High Court grants injunctive relief in respect of a “corporate assault” on securitisation structures
In Business Mortgage Finance 4 Plc & Ors v Hussain & Ors [2021] EWHC 171 (Ch), the High Court granted injunctions and other relief to the issuers of notes under securitisations structures in respect of a “corporate assault” on the structures. Mr Justice Miles held that the Defendants, who had assumed offices and taken steps to interfere with the business of the Claimants, were “strangers” to the structures and had relentlessly pursued their actions “in the teeth” of earlier rulings of the courts. This decision will be welcome to institutions who face interference with their securitisation structures.
The Claimants sought relief in relation to a “sustained and determined assault” on securitisation structures by the Defendants. The Claimants are the issuers of publicly traded notes. According to the issuers, the Defendants purported, since early 2019, to assume various roles and offices in relation to the securitisation structures without legal basis. In January 2019, an Isle of Man company (in which two of the Defendants were directors) claimed to have acquired a beneficial interest in the notes resulting from a tender offer, yet the company provided no evidence of this. The Defendants attempted to take direct control of the structures, including by replacing the directors of the issuers with a number of the Defendants. To date, one or other of the Defendants have purported (largely in their assumed role as directors) to:
- remove the original directors of the issuers;
- appoint themselves or associated entities in various roles, including as trustees for the noteholders, receivers of the underlying assets, special servicers, and financial advisers to the issuers;
- make calls on the shares in the issuers and forfeit and sell those shares;
- change the issuers’ registered offices;
- make corporate filings at Companies House in respect of the issuers;
- make regulatory news service announcements to investors on behalf of the issuers; and
- make a number of (unsuccessful) court applications to uphold their purported positions.
The Claimants sought and obtained orders to halt the Defendants’ conduct. In July 2019, Mr Justice Zacaroli found that the Isle of Man company was not a noteholder and that the steps purportedly taken by the Defendants were invalid. In July 2020, Mr Justice Birss held, among other things, that a Defendant (Mr Hussain) and his associates had never been appointed as directors of the issuers, since no valid method of appointment was employed (the sole justification for this position was a resolution purported to be made by one of the noteholders).
Yet these prior rulings were ignored or sidestepped by the Defendants, some of whom were not personally a party to such rulings. In fact, just days after Birss J’s ruling on the invalid appointments and acts of the purported directors, Mr Hussain, who was not a party to that ruling, continued to make Companies House filings in his purported capacity as director.
The issuers applied for, and were granted, relief against all Defendants. The relief sought included orders to rectify filings made by the Defendants at Companies House as well as declarations and wide-ranging injunctions. In his judgment, Miles J agreed with the prior rulings and was satisfied that none of the Defendants had the capacities they claimed and that it followed that the acts they purported to carry out in those capacities were invalid. Miles J considered that the key question at the heart of the claims was whether the Defendants were appointed as directors of the issuers. Miles J found that the Defendants were not validly appointed as directors and that they were, for legal purposes, “strangers” to the securitisation structures. Miles J found that the claims of the Defendants to have occupied positions and the acts they purported to take in those capacities had been calculated to cause damage to the Claimants and sow confusion among investors, borrowers and other parties involved in the securitisation structures. Miles J noted that the securitisation structures had incurred over £2.4m of unrecoverable legal costs, which would ultimately fall on the noteholders. There was also the question of the court's resources and the impact on other court users; it was found that the court should seek to restrain further abuses and wasteful litigation. Miles J ordered rectification of the Companies House registers; declarations that the various steps taken by the Defendants were invalid and of no effect; and final injunctions restraining the Defendants from holding themselves out as having certain positions and from taking steps in respect of the Issuers.
The Court has demonstrated that it is willing to take pragmatic steps to ensure clarity in the market and to dissuade parties from abusive practices. The injunctions were considered appropriate as the issuers had a real and reasonable apprehension that the Defendants, unless restrained, would continue to carry on making appointments and terminating others, and taking actions in their purported roles. It was also held to be vital to allay any misapprehensions there may be in the market or among the underlying borrowers as a result of the Defendants’ conduct.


◆ REQUIREMENT ◆
Print out the data that follows exactly, character for character, apart from the pictures.
*** Opening of GIVEN RECORDS ***
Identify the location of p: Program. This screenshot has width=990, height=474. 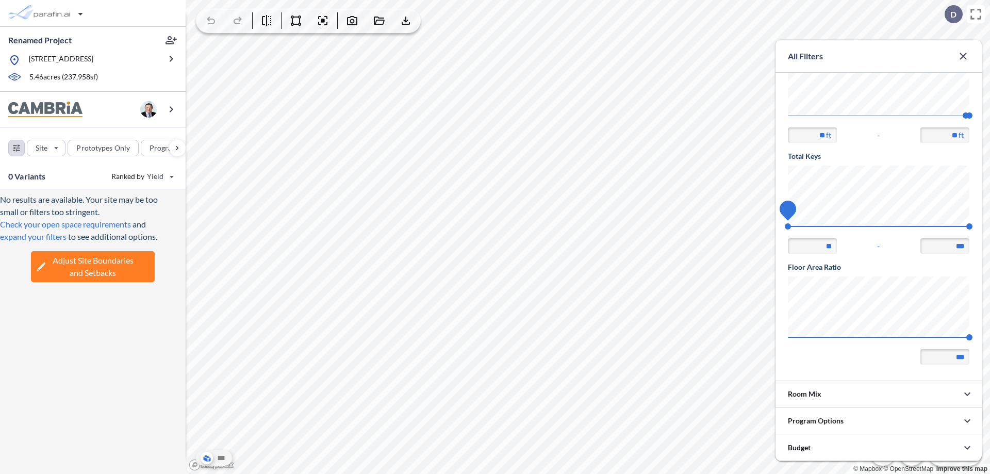
(164, 148).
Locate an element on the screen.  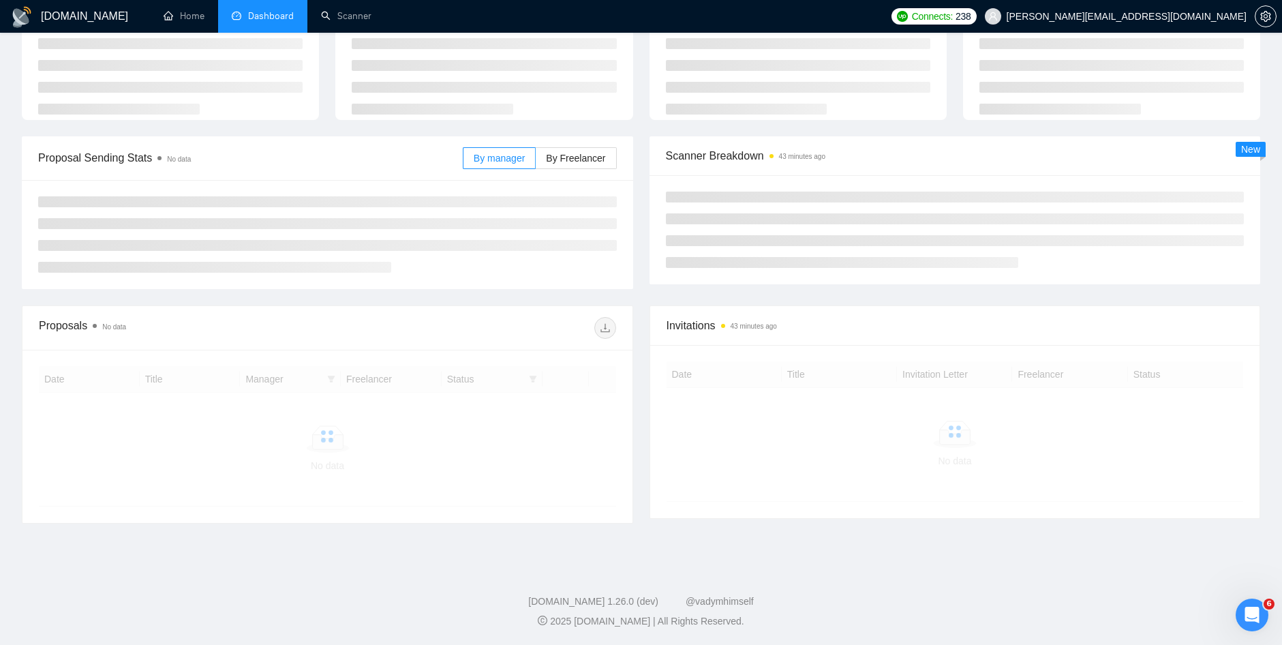
a: setting is located at coordinates (1266, 16).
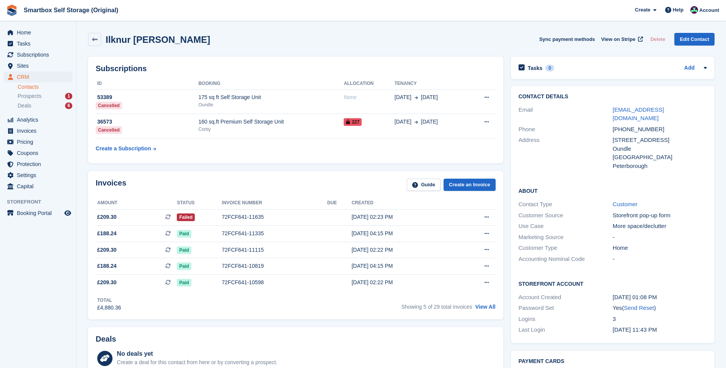 The image size is (726, 368). I want to click on h2: About, so click(613, 191).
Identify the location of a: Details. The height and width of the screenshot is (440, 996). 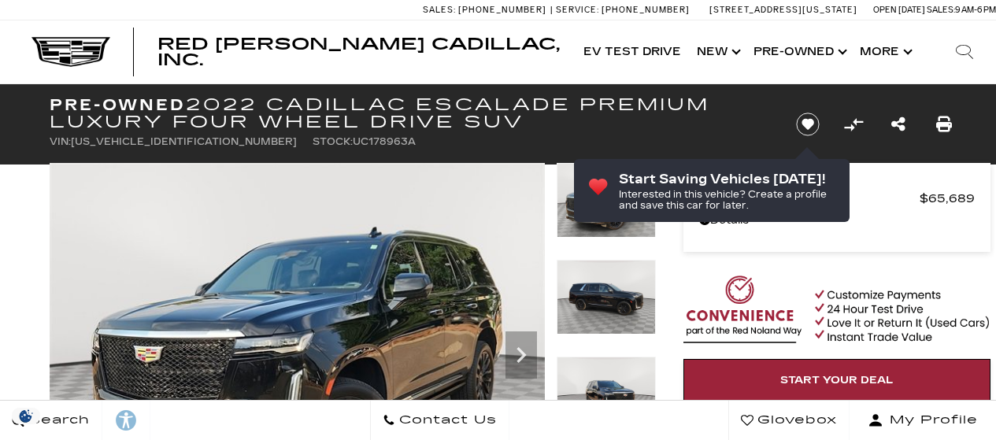
(837, 221).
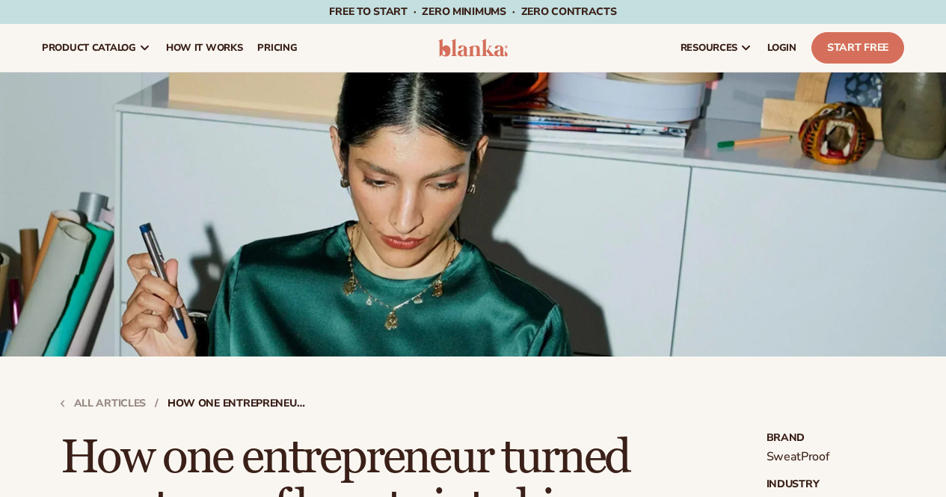  What do you see at coordinates (781, 48) in the screenshot?
I see `a: LOGIN` at bounding box center [781, 48].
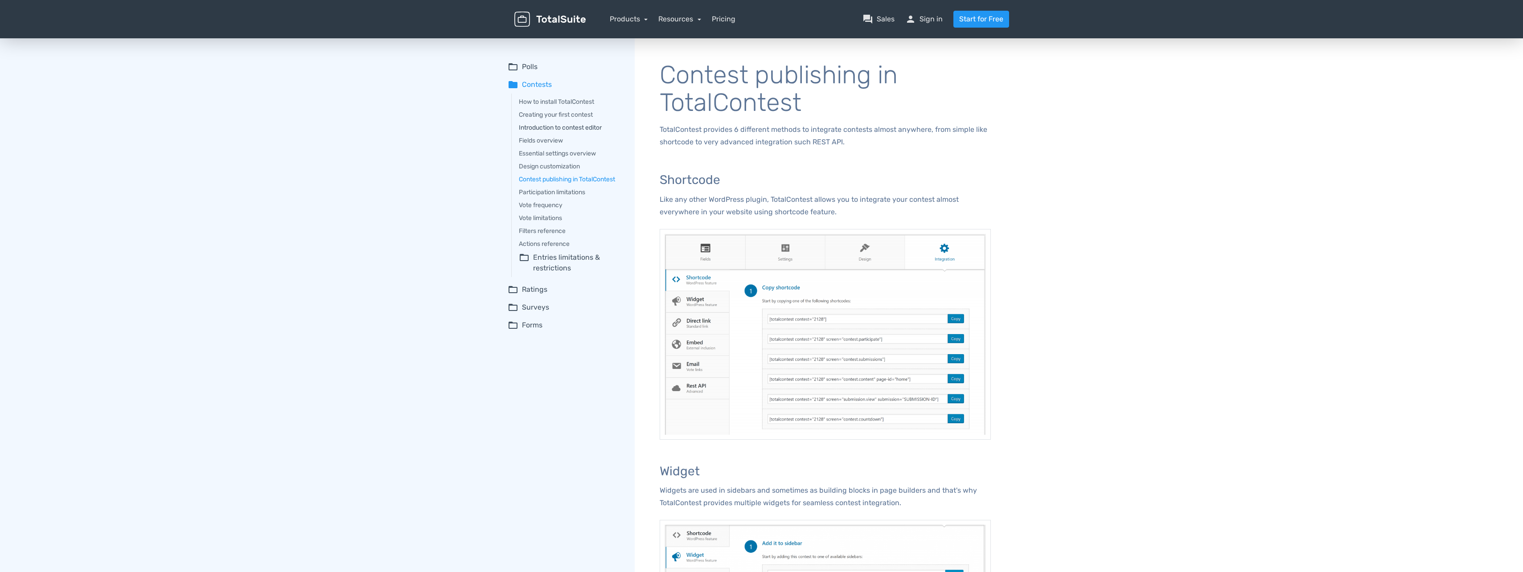 The width and height of the screenshot is (1523, 572). What do you see at coordinates (570, 127) in the screenshot?
I see `a: Introduction to contest editor` at bounding box center [570, 127].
*** Close of GIVEN RECORDS ***
◆ RESPONSE TO THE TASK ◆
Identify the location of p: Program. This screenshot has width=990, height=474. 
(164, 148).
Locate an element on the screen.  
a: setting is located at coordinates (1266, 16).
 The image size is (726, 368). I want to click on h2: About, so click(613, 191).
Identify the location of a: Details. The height and width of the screenshot is (440, 996). 
(837, 221).
  What do you see at coordinates (781, 48) in the screenshot?
I see `a: LOGIN` at bounding box center [781, 48].
 The width and height of the screenshot is (1523, 572). What do you see at coordinates (570, 127) in the screenshot?
I see `a: Introduction to contest editor` at bounding box center [570, 127].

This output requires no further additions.